Thursday, September 18, 2008

Book Review: Consciousness Explained


Consciousness Explained by Daniel Dennett is a book from the early 90s about the nature of consciousness. I wanted to read it because I think consciousness is a fascinating idea that is important to the nature of faith.

In my opinion the three most mysterious questions in science are how life began (or can begin), how consciousness works, and how the universe began. I have a high degree of confidence that we will figure out the first question within 100 years. I am not sure about the second question, and the third question I am confident we will never figure out. With the second question (consciousness), I often suspect that it will take some radical changes in the understanding of science and our universe before we make serious progress.

There is one single immutable fact in life: You exist, and are experiencing life. Everything else can be taken with a grain of salt. How can the phenomena of experience be explained scientifically? I understand how the human mind could have evolved through evolution and cultural evolution. I understand that our behavior and beliefs could have evolved, but what is the explanation for me actually feeling/thinking/experiencing all of this?

I am a firm believer in naturalistic methodology, and am not satisfied with the idea that there's a separate, supernatural entity experiencing everything, and that consciousness will never be explained because we are separate from our bodies, merely undetectable observers and/or controllers. I'm not alone; Dennett absolutely abhors the idea.

Dennett claims to have a solution to the problem, a scientific "theory of consciousness." Unfortunately, he takes far too many rabbit trails and uses far too many words to say such puny little things.

What I was looking for in this book was a scientific hypothesis on consciousness that is fully explained and defended. Too much to ask for, I guess.

Instead, Dennett distracts readers with cool little experiments that demonstrate how our minds process data very differently from how we often assume. These are neat concepts to be aware of. But they don't get to the heart of the consciousness problem: Why am I experiencing this?

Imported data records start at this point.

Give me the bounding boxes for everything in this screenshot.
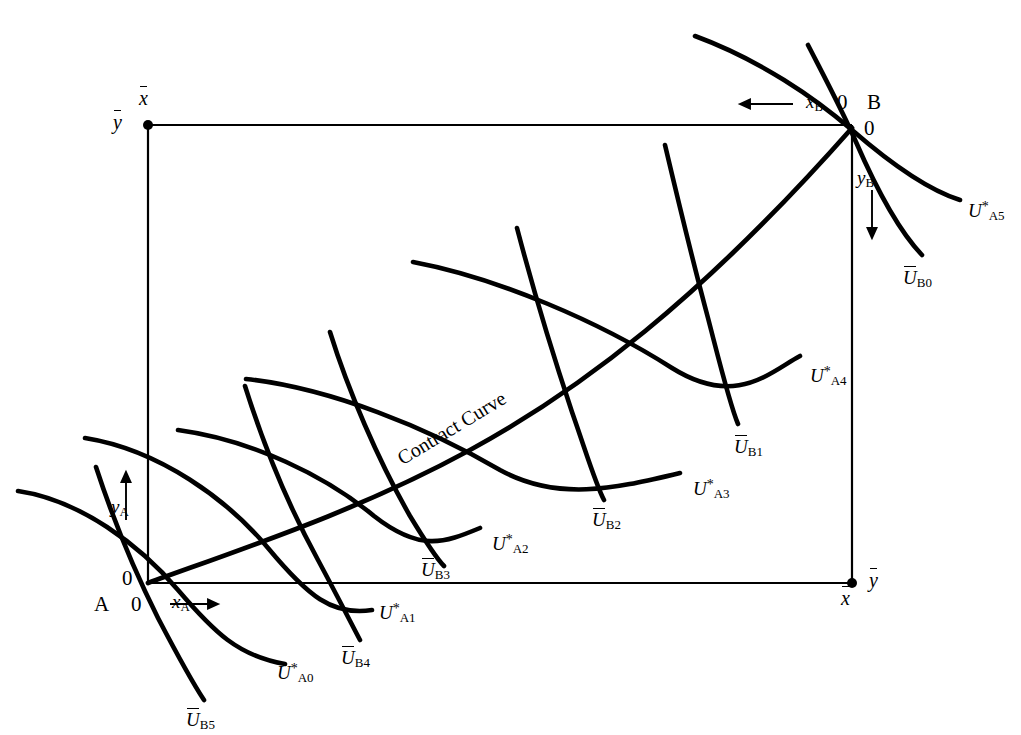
- x-b-arrow-head: [740, 100, 750, 109]
- endowment-label-top-left-y: y: [113, 112, 122, 132]
- endowment-label-bottom-right-x: x: [841, 588, 850, 608]
- curve-label-UB1: UB1: [734, 437, 763, 458]
- origin-a-zero-lower: 0: [131, 594, 142, 615]
- curve-label-UB3: UB3: [421, 560, 450, 581]
- curve-label-UA5: U*A5: [968, 200, 1005, 222]
- curve-label-UA4: U*A4: [810, 365, 847, 387]
- consumer-b-indifference-curves: [96, 45, 922, 700]
- curve-label-UB0: UB0: [903, 268, 932, 289]
- origin-a-label: A: [94, 594, 109, 615]
- box-frame: [143, 120, 857, 588]
- origin-b-label: B: [867, 92, 881, 113]
- endowment-label-bottom-right-y: y: [869, 570, 878, 590]
- y-a-arrow-head: [122, 472, 131, 482]
- y-b-arrow-head: [868, 228, 877, 238]
- x-a-axis-label: xA: [172, 592, 190, 613]
- endowment-label-top-left-x: x: [139, 88, 148, 108]
- curve-UA4: [413, 262, 800, 386]
- curve-label-UA1: U*A1: [379, 602, 416, 624]
- curve-label-UA2: U*A2: [492, 533, 529, 555]
- x-b-axis-label: xB: [806, 92, 823, 113]
- curve-UB0: [808, 45, 922, 255]
- curve-label-UA0: U*A0: [277, 662, 314, 684]
- consumer-a-indifference-curves: [18, 36, 960, 664]
- y-a-axis-label: yA: [111, 497, 129, 518]
- curve-label-UA3: U*A3: [693, 478, 730, 500]
- curve-label-UB2: UB2: [592, 510, 621, 531]
- origin-b-zero-upper: 0: [837, 92, 848, 113]
- curve-UA5: [695, 36, 960, 200]
- curve-label-UB5: UB5: [186, 710, 215, 731]
- origin-b-zero-lower: 0: [864, 118, 875, 139]
- y-b-axis-label: yB: [857, 168, 874, 189]
- corner-dot-top-left: [143, 120, 153, 130]
- origin-a-zero-upper: 0: [122, 568, 133, 589]
- contract-curve: [148, 128, 852, 583]
- curve-UA0: [18, 491, 285, 664]
- contract-curve-path: [148, 128, 852, 583]
- figure-canvas: y x x y 0 A 0 xA yA 0 B 0 xB yB Contract…: [0, 0, 1021, 735]
- x-a-arrow-head: [208, 600, 218, 609]
- curve-UB4: [245, 386, 360, 640]
- curve-UB2: [517, 228, 604, 500]
- curve-label-UB4: UB4: [341, 648, 370, 669]
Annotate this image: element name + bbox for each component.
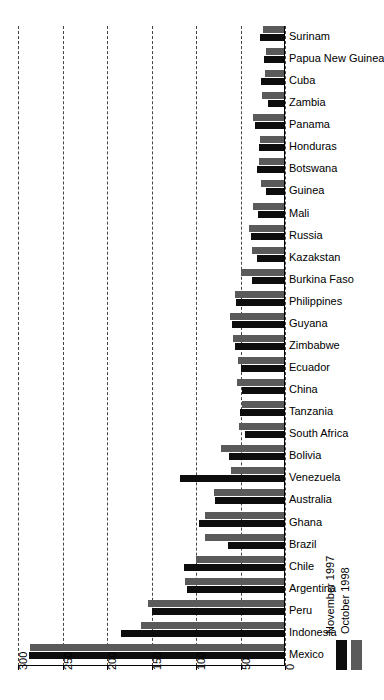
gridline-0 [285,26,286,666]
bar-october-1998 [253,114,285,121]
bar-october-1998 [185,578,285,585]
zero-axis-line [284,26,285,666]
bar-october-1998 [253,203,285,210]
category-label: Tanzania [289,406,333,417]
bar-row [18,556,285,578]
category-label: Papua New Guinea [289,53,384,64]
category-label: Honduras [289,141,337,152]
bar-november-1997 [258,211,285,218]
category-label: Bolivia [289,450,321,461]
bar-october-1998 [265,70,285,77]
bar-row [18,225,285,247]
bar-october-1998 [263,26,285,33]
category-label: Mali [289,208,309,219]
bar-row [18,269,285,291]
bar-october-1998 [261,180,285,187]
bar-october-1998 [233,335,285,342]
bar-november-1997 [187,586,285,593]
bar-october-1998 [196,556,285,563]
bar-october-1998 [239,423,285,430]
plot-area [18,26,285,666]
category-label: Russia [289,230,323,241]
category-label: Peru [289,605,312,616]
bar-october-1998 [262,92,285,99]
bar-november-1997 [264,56,285,63]
bar-november-1997 [255,122,285,129]
bar-november-1997 [251,233,285,240]
bar-november-1997 [215,497,285,504]
x-tick-label-text: 300 [17,652,29,670]
bar-row [18,26,285,48]
category-label: Australia [289,494,332,505]
category-label: Surinam [289,31,330,42]
bar-november-1997 [260,34,285,41]
bar-november-1997 [232,321,285,328]
bar-november-1997 [241,365,285,372]
x-tick-label-text: 150 [151,652,163,670]
category-label: Mexico [289,649,324,660]
bar-october-1998 [205,534,285,541]
bar-november-1997 [228,542,285,549]
category-label: Ecuador [289,362,330,373]
category-label: Guinea [289,185,324,196]
bar-row [18,512,285,534]
category-label: Venezuela [289,472,340,483]
bar-october-1998 [231,467,285,474]
bar-row [18,70,285,92]
bar-november-1997 [242,387,285,394]
bar-row [18,600,285,622]
bar-row [18,247,285,269]
category-label: Panama [289,119,330,130]
bar-october-1998 [252,247,285,254]
bar-row [18,423,285,445]
bar-november-1997 [236,299,285,306]
bar-october-1998 [242,401,285,408]
legend-label: November 1997 [324,556,336,634]
bar-october-1998 [205,512,285,519]
bar-november-1997 [152,608,286,615]
bar-november-1997 [261,78,285,85]
legend: November 1997October 1998 [336,520,382,680]
category-label: China [289,384,318,395]
category-label: Ghana [289,517,322,528]
bar-row [18,467,285,489]
bar-row [18,158,285,180]
category-label: Chile [289,561,314,572]
bar-october-1998 [221,445,285,452]
x-tick-label-text: 100 [195,652,207,670]
bar-row [18,357,285,379]
bar-row [18,291,285,313]
bar-october-1998 [148,600,285,607]
legend-swatch [336,640,347,670]
category-label: South Africa [289,428,348,439]
bar-november-1997 [259,144,285,151]
category-label: Cuba [289,75,315,86]
bar-november-1997 [235,343,285,350]
bar-october-1998 [237,379,285,386]
bar-october-1998 [230,313,285,320]
category-label: Guyana [289,318,328,329]
bar-row [18,445,285,467]
legend-swatch [351,640,362,670]
bar-row [18,92,285,114]
bar-november-1997 [257,166,285,173]
bar-row [18,622,285,644]
legend-label: October 1998 [339,567,351,634]
category-label: Philippines [289,296,342,307]
x-tick-label-text: 250 [62,652,74,670]
bar-october-1998 [238,357,285,364]
bar-november-1997 [229,453,285,460]
bar-october-1998 [266,48,285,55]
bar-october-1998 [249,225,285,232]
bar-november-1997 [252,277,285,284]
bar-october-1998 [259,158,285,165]
bar-row [18,136,285,158]
bar-chart: SurinamPapua New GuineaCubaZambiaPanamaH… [0,0,384,700]
bar-october-1998 [241,269,286,276]
bar-row [18,48,285,70]
bar-october-1998 [235,291,285,298]
x-tick-label-text: 50 [240,658,252,670]
category-label: Botswana [289,163,337,174]
bar-october-1998 [260,136,285,143]
bar-row [18,379,285,401]
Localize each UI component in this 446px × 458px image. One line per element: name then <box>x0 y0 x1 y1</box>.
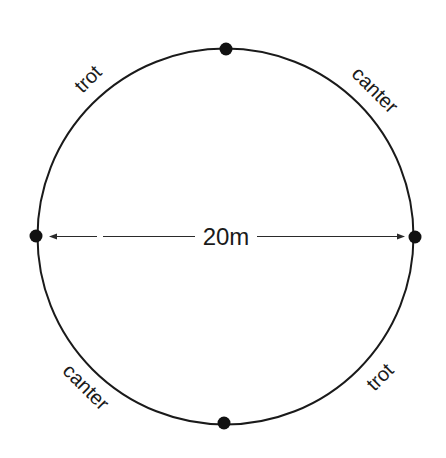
marker-dot-bottom <box>218 417 231 430</box>
marker-dot-left <box>30 230 43 243</box>
gait-label-bottom-right: trot <box>362 358 398 394</box>
gait-label-top-right: canter <box>348 62 403 117</box>
marker-dot-right <box>409 231 422 244</box>
gait-label-bottom-left: canter <box>59 359 114 414</box>
marker-dot-top <box>220 43 233 56</box>
arrowhead-left-icon <box>49 234 57 240</box>
arrowhead-right-icon <box>397 234 405 240</box>
diameter-label: 20m <box>203 223 250 250</box>
gait-label-top-left: trot <box>70 60 106 96</box>
circle-diagram: 20m trot canter canter trot <box>0 0 446 458</box>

Dennett barely ever gets around to explaining why. He goes on for hundreds and hundreds of pages about how we see red dots turn green at the wrong time and how people who are blind can still see things subconsciously, etc.

Between droning on about this topic for virtually the entire book, Dennett reveals his thoughts on consciousness in a few sentences distributed evenly in the text: There is no explanation of consciousness necessary; if we can explain all the various FUNCTIONS of the brain, we have explained consciousness.

Dennett believes that since, outside of scientifically observable functions of our brains, we cannot scientifically observe "consciousness," it is all a farce and we need not worry about it.

Now, this is an interesting idea and for all I know very well may be correct. But why did I just read a 600-page book when all I needed were those couple sentences? It's a frustrating realization that I spent 30 hours reading a book when I could have just looked up "functionalism" on Wikipedia and been done in 10 minutes.

The reason for Dennett's long-windedness is that of a magician: Distract the audience with lights and sounds long enough and you can slip a fast one by them.

Dennett "entertains" us with stories of how weird our brains are and how our senses don't work like we think, and expands it all into a 600 page marathon so that he can slip in a couple sentences that translate to "I'm a functionalist" without us noticing.

Dennett further adds to the trickery by refusing to use standard definitions and terms for philosophy of the mind. He does this out of arrogance and succeeds at making it so hard to understand what he's saying that you assume it's an original idea (far from it). Unfortunately for me, I took the time to understand every sentence, and as a result wasted a lot of time.

Functionalism may or may not be correct, but Dennett did not argue for it. He pulled a bait-and-switch: He distracted us with lots of naturalistic explanations for functions of the brain, and while we weren't looking, he slipped in the idea that function is all that matters, hoping we wouldn't notice. For someone who read his whole long egotistical book, this is infuriating.

Whether functionalism is right or not, though, this book has helped me confirm a suspicion I had: There is nothing we can say/do to detract from the specialness of consciousness. No matter what explanation we come up with, including functionalism, it is still incredible that I am experiencing looking at this monitor and feeling the keyboard under my fingertips and reflecting on the whole process. It should blow your mind no matter your opinion/theory. And it should make you marvel at the mystery we experience as human beings, wondering about our true nature and purpose. Having a scientific explanation doesn't change this.

One last warning to those reading the book: Dennett relies heavily on the idea of memes, which is a pseudoscience first proposed by Richard Dawkins, up there with astrology, alternative medicine, six-day creationism and bigfoot. It is a theory followed by those who prefer their ideas to be right rather than be either analyzed or scientifically useful. When you hear someone talking about memes as if they're real, you can be sure they've chosen to stunt their intellectual growth by clinging onto this pseudoscience without actually caring to investigate the field of the evolution of ideas, where it is laughed at. For more info on memes, visit the Metaverse.